Maggie and I smuggled you across the world. I practically raised you. For four years, I kept you safe while you gallivanted around telling stories and making trouble for yourself. And this is how you repay me? You disappear for nearly a month! No word, no messages, nothing. Do you know how that made me—?’ She presses her lips together. ‘And now you’re here again because you want something. You’re just like your father. We’re all just pawns in your little games, aren’t we?’

  She sits back down at her desk and pinches the bridge of her nose. I search for the right thing to say, but everything catches in my throat and stagnates. I feel hollow, and I can’t find the words to fill the emptiness.

  ‘I didn’t think . . .’

  ‘You never do.’

  ‘I’m sorry,’ I say.

  Sylvia’s shoulders slump, and her head hangs low, and I see what I didn’t see earlier. Exhaustion. Weariness. The fates of the Darlings like a weight on top of her.

  ‘But I did it, Sylvia,’ I press. ‘You said I wouldn’t be able to, but I did. I created. In the Creators’ world. In Draft One. And I can do it again. Faster, with the help of the Darlings. And if you can get me to the—’

  ‘I’m not having this discussion again, honey. You’re putting my people in danger.’

  ‘Your people are already in danger. Look at this place! People are starving. People are being killed. Every day, more citizens get Cut. And it’s getting worse. Have you listened to what they’re saying in the black markets? Have you stopped by a House of Truth lately? Have you felt the earthquakes or seen the fires in Draft One? I have. Every day for the past three weeks. They’re saying the End is coming—the End written by the Creators. And guess what? We don’t survive it. None of us out here do. But I can stop it. We can stop it.’

  ‘ENOUGH.’ She slams her palms against the table, and Raven flinches. ‘That’s the end of this discussion. You can stay the night. You will leave in the morning.’

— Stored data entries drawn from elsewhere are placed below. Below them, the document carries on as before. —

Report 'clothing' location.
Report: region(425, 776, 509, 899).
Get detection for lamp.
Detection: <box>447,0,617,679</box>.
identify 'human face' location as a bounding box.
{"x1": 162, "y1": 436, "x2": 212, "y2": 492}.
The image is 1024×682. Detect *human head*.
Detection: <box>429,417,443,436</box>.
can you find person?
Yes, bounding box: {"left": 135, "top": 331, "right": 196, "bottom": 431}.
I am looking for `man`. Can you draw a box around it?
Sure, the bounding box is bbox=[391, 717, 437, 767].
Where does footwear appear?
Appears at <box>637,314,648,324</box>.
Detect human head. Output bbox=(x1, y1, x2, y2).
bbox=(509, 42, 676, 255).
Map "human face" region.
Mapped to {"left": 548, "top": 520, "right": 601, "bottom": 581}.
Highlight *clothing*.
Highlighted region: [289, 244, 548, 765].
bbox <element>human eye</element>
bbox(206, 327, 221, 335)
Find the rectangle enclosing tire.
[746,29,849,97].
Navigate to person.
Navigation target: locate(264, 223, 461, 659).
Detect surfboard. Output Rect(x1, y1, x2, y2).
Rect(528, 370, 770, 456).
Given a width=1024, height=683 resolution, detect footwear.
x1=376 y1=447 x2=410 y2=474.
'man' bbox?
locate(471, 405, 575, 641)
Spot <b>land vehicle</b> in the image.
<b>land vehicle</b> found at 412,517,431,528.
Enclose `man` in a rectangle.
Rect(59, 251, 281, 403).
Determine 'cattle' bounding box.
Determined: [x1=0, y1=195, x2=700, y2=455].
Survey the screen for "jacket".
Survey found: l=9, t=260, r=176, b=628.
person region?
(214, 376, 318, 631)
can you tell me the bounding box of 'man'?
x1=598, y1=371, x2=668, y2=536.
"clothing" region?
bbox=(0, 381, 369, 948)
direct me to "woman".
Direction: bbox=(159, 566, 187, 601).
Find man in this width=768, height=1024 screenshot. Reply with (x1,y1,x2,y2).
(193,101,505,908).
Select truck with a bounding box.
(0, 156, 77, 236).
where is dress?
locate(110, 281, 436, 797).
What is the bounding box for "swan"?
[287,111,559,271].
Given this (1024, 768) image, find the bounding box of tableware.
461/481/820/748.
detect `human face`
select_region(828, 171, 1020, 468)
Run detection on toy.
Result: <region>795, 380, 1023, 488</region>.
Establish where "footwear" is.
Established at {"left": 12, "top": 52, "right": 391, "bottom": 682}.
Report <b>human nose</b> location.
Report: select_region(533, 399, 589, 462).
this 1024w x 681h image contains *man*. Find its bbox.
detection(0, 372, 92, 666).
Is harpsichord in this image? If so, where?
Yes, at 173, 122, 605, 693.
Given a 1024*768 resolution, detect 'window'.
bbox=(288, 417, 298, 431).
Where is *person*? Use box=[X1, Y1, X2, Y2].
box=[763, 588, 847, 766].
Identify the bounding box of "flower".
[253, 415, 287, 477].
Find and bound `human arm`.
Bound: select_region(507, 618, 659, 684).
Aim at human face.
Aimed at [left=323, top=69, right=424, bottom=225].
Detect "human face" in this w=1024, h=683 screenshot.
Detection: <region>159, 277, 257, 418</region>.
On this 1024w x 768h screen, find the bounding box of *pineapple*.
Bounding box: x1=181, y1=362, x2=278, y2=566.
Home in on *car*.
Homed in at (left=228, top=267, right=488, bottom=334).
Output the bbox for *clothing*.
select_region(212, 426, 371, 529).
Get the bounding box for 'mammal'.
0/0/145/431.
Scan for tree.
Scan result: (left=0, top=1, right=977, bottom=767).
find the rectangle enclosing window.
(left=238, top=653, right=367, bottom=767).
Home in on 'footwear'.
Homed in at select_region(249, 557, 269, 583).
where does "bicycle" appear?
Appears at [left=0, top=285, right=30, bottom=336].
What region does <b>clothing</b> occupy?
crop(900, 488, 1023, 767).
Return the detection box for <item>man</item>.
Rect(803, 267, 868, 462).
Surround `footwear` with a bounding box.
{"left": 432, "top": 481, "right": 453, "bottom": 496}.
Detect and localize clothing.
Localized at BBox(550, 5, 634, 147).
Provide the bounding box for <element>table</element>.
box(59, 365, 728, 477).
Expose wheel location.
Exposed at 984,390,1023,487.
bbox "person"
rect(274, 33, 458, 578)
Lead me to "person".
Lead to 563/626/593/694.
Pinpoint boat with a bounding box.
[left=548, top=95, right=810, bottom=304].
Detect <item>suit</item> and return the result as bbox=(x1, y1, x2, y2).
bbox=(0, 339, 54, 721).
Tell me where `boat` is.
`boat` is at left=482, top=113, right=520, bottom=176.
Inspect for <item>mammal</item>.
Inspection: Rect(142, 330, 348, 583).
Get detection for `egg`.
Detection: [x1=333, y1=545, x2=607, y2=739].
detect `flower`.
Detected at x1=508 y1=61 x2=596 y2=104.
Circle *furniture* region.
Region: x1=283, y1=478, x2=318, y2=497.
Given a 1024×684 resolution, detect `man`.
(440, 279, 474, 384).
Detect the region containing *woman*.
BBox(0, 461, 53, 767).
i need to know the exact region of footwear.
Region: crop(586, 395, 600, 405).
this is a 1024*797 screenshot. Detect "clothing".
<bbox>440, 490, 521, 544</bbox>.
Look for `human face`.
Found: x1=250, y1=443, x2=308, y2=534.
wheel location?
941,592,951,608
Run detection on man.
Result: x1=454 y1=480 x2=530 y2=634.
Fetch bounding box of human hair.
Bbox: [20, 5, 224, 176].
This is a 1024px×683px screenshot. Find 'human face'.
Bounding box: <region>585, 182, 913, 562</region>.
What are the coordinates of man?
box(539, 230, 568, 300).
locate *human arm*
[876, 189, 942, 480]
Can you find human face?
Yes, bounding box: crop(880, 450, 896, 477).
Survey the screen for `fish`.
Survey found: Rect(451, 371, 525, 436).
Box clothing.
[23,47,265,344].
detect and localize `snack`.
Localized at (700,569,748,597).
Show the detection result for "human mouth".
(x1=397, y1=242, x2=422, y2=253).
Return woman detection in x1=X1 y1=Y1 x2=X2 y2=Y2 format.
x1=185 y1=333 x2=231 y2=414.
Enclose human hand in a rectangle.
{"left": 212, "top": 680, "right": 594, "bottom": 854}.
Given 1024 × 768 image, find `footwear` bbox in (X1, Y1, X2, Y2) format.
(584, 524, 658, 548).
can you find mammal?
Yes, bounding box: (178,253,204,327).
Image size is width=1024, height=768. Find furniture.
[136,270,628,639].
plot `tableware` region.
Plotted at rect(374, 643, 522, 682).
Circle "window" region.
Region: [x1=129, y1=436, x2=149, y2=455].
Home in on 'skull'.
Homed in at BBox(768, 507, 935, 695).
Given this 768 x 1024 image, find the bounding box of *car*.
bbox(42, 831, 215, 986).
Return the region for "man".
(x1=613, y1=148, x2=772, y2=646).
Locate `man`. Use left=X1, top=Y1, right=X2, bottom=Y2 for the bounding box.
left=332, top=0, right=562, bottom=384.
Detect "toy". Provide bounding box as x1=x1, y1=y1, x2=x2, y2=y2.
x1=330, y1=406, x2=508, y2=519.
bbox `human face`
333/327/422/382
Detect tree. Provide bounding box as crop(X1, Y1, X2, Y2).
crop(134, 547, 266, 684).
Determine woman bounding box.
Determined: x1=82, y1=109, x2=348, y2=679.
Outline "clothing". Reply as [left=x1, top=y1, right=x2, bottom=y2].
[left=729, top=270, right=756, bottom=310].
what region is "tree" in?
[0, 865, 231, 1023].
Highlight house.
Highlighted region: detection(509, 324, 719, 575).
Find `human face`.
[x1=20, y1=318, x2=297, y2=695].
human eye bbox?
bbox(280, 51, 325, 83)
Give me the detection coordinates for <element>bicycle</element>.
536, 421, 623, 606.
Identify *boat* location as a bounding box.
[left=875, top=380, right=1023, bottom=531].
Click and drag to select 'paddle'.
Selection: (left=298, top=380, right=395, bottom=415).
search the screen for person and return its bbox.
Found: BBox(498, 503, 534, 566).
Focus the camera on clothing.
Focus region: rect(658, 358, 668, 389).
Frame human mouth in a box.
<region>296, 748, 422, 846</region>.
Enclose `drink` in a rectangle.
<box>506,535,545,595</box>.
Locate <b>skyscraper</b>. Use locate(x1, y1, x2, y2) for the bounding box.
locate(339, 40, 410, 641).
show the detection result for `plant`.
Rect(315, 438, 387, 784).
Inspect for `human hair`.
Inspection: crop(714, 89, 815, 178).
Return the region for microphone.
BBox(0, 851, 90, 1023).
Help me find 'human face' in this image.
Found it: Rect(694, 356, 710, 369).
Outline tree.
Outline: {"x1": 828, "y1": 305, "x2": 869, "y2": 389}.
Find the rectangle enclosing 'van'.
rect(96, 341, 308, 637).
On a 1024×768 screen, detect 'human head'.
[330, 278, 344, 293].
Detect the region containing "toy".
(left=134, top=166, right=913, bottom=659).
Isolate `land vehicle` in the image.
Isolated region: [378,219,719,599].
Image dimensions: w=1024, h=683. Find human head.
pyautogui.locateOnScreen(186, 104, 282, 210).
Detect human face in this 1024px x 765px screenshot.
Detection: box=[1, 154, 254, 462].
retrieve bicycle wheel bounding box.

  ‘I will not.’ I throw back my shoulders and stare her down. ‘You do not have the authority to throw me out. This is my Circus.’

  ‘And these are my people. My responsibility to keep safe. And what is your Circus without them? A dusty old tent. Take it with you. Burn it to the ground for all I care. But you will leave in the morning, and if you refuse, my people will make you.’